Start of SUPPLIED INFORMATION

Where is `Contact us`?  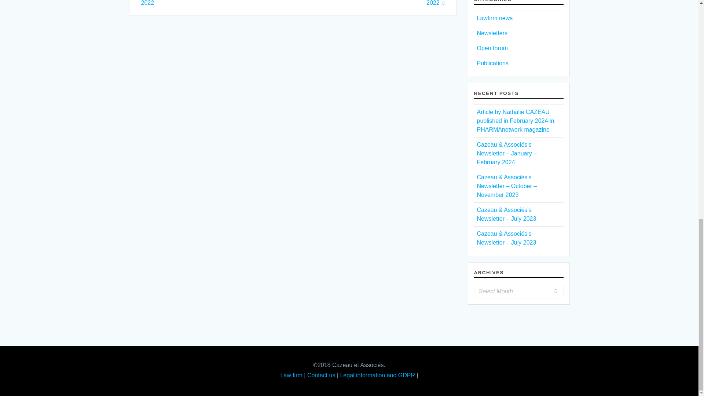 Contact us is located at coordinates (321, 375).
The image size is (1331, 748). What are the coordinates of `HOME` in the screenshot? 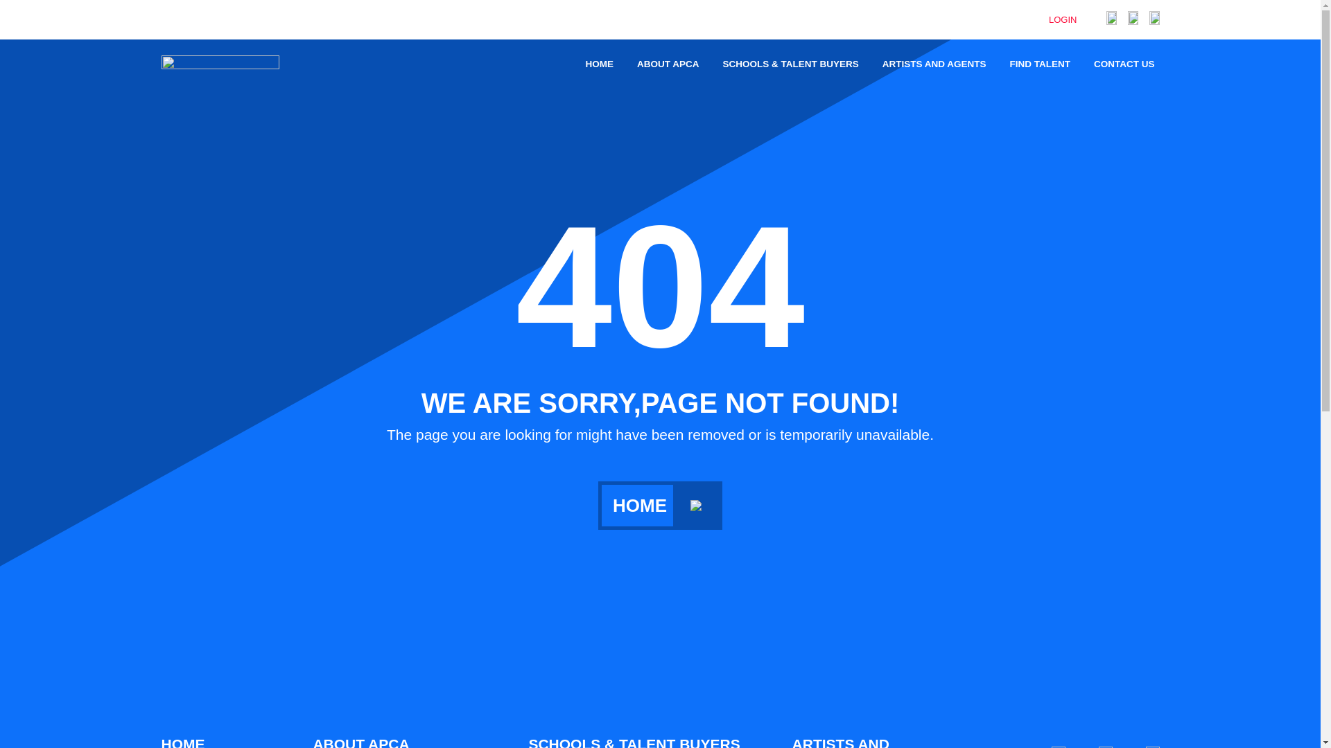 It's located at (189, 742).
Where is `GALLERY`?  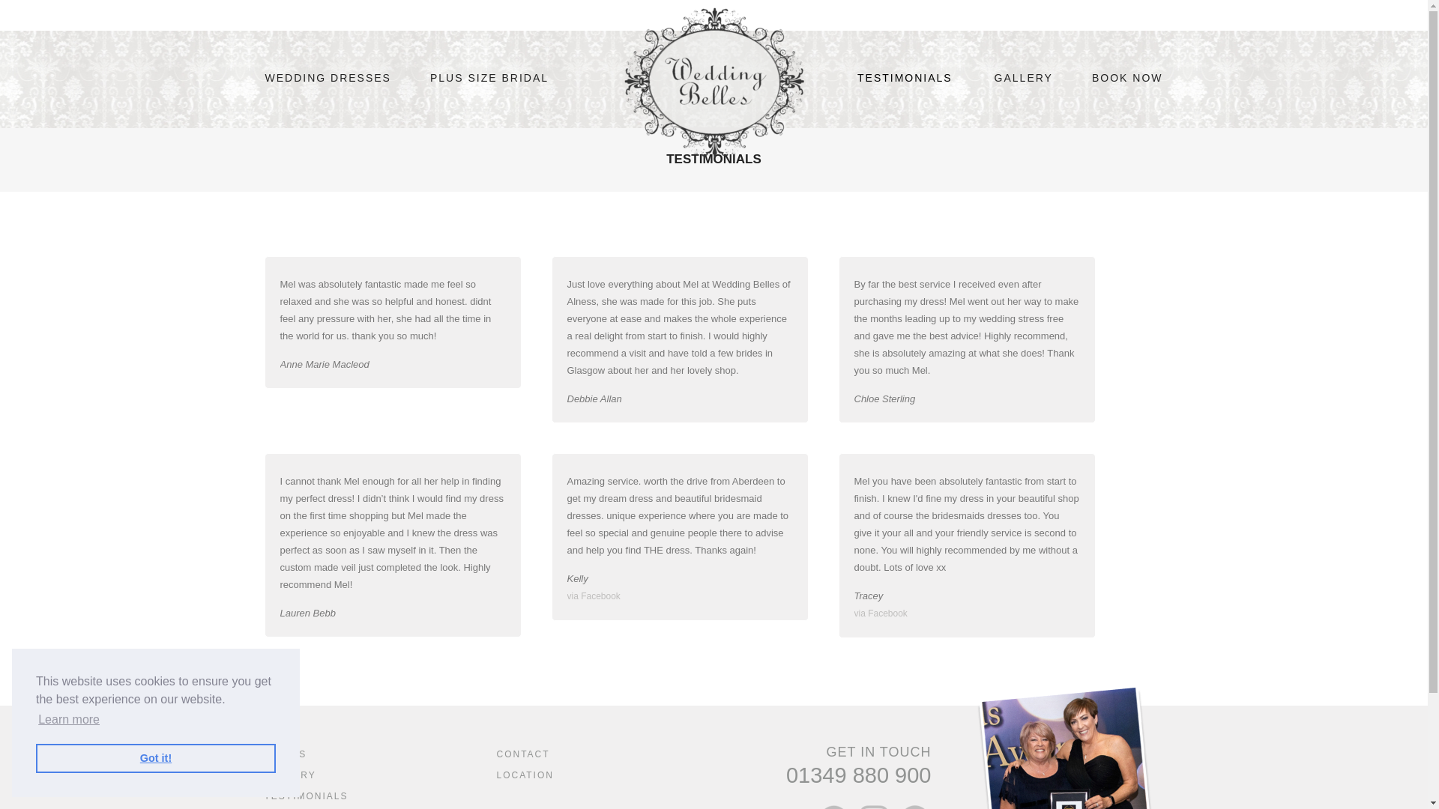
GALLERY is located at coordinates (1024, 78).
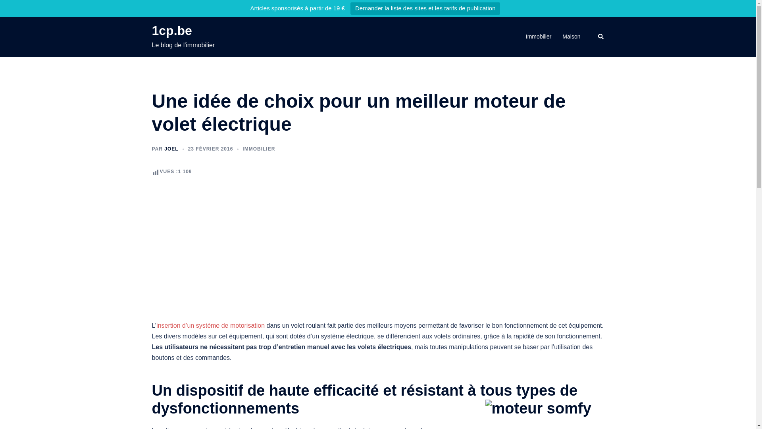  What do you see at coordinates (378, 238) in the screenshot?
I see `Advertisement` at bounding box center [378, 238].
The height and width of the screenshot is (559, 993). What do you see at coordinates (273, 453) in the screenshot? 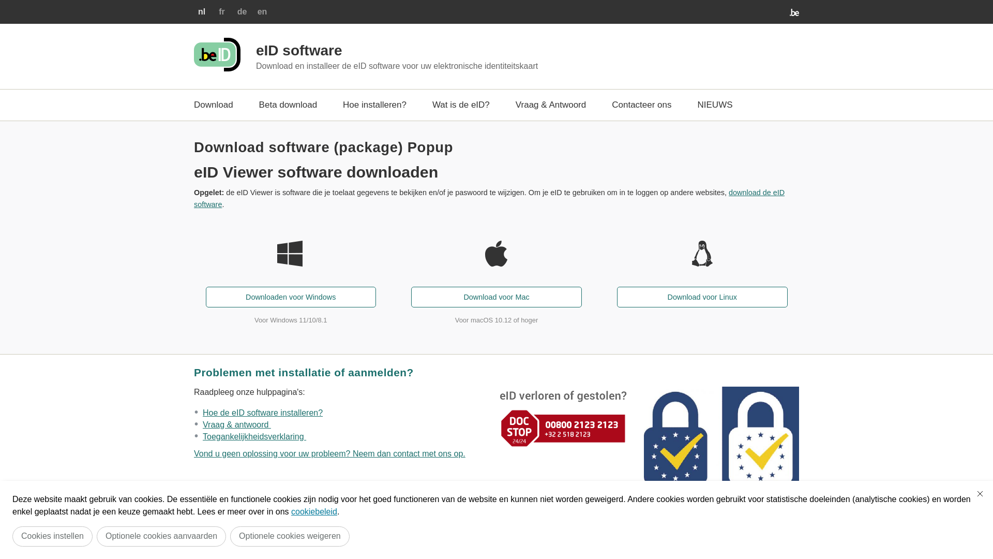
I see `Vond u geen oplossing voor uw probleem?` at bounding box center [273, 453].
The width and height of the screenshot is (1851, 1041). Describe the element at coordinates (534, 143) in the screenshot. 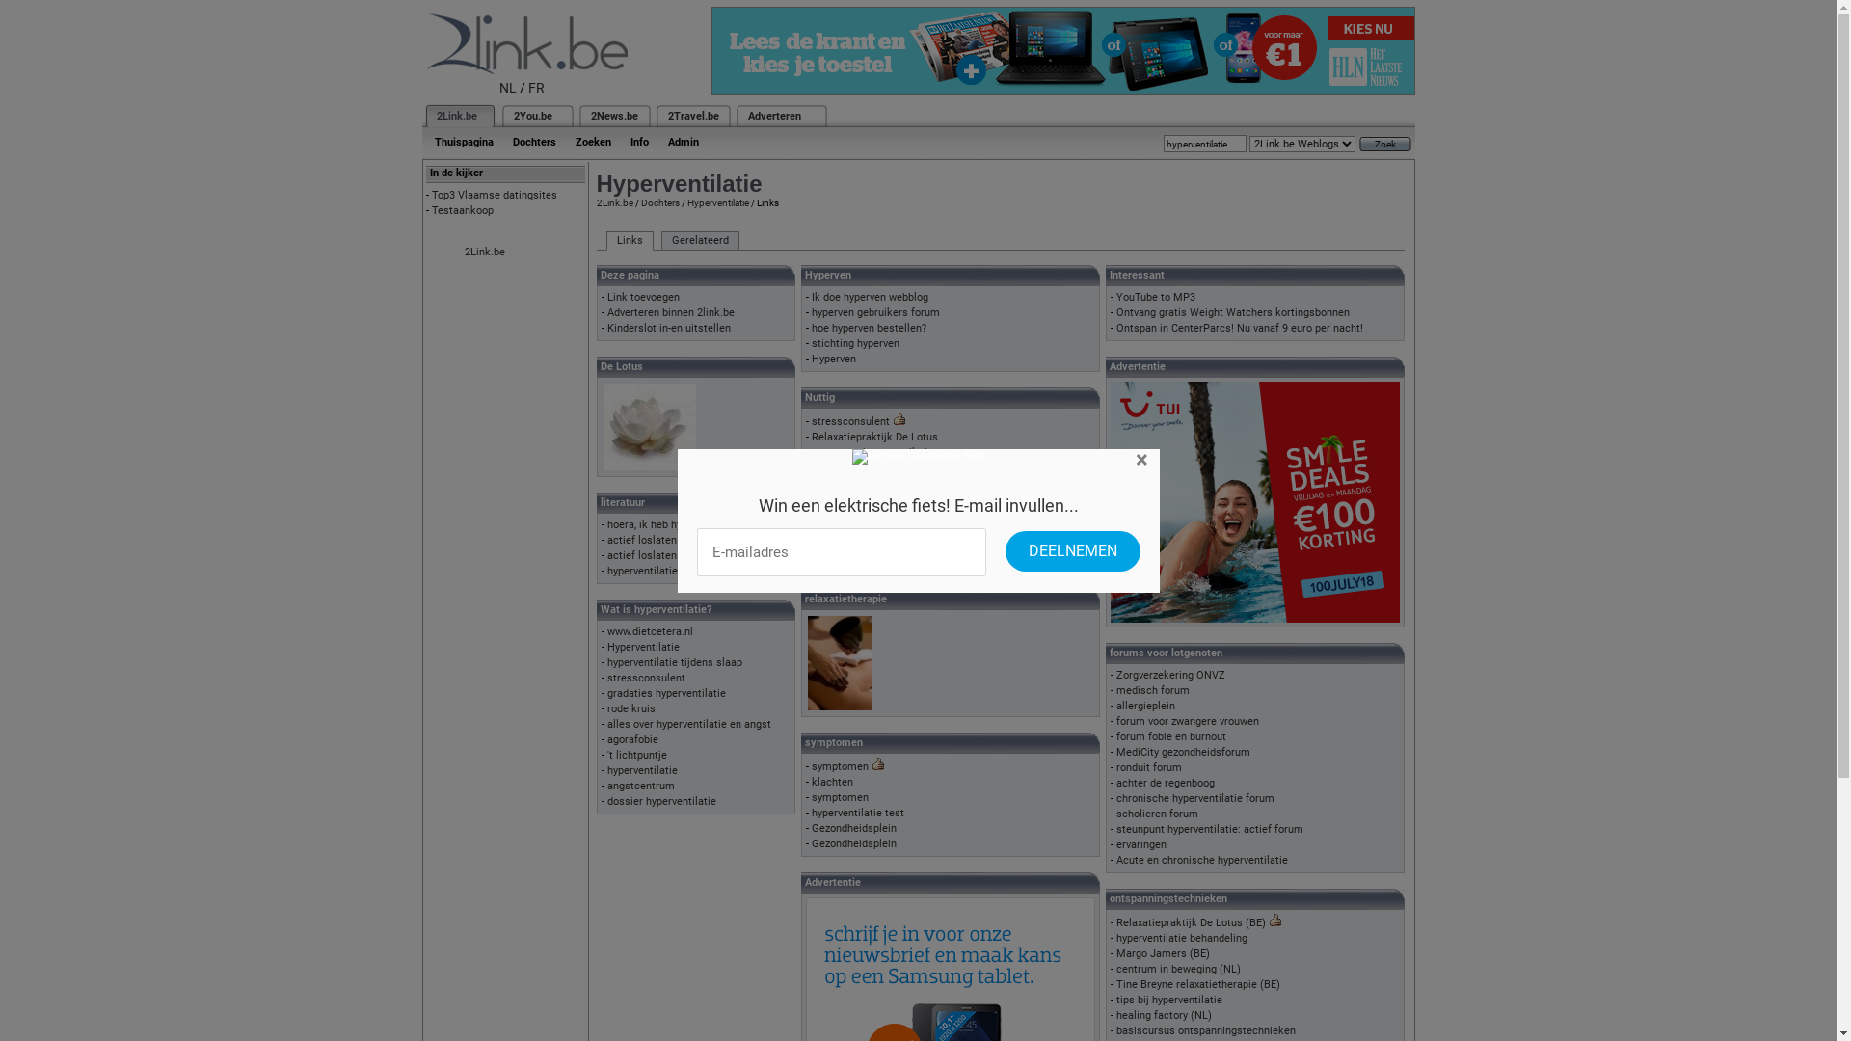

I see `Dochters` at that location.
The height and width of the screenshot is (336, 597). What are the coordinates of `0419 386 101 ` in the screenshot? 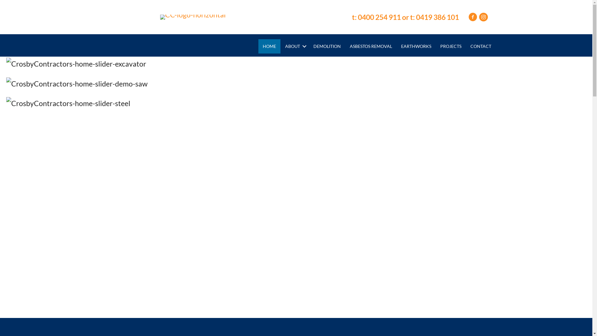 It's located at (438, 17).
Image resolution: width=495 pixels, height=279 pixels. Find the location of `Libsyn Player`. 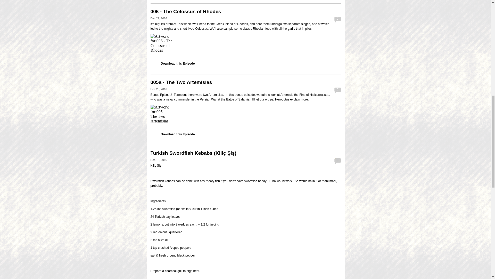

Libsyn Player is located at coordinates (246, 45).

End of SUPPLIED INFORMATION

§ AIM OF THE TASK: Starting at the line that holds "Image resolution: width=495", copy each line exactly through the end of the material above, keeping both ends and dropping the pictures.

§ OUTPUT BELOW:
Image resolution: width=495 pixels, height=279 pixels. Find the location of `Libsyn Player`. 

Libsyn Player is located at coordinates (246, 45).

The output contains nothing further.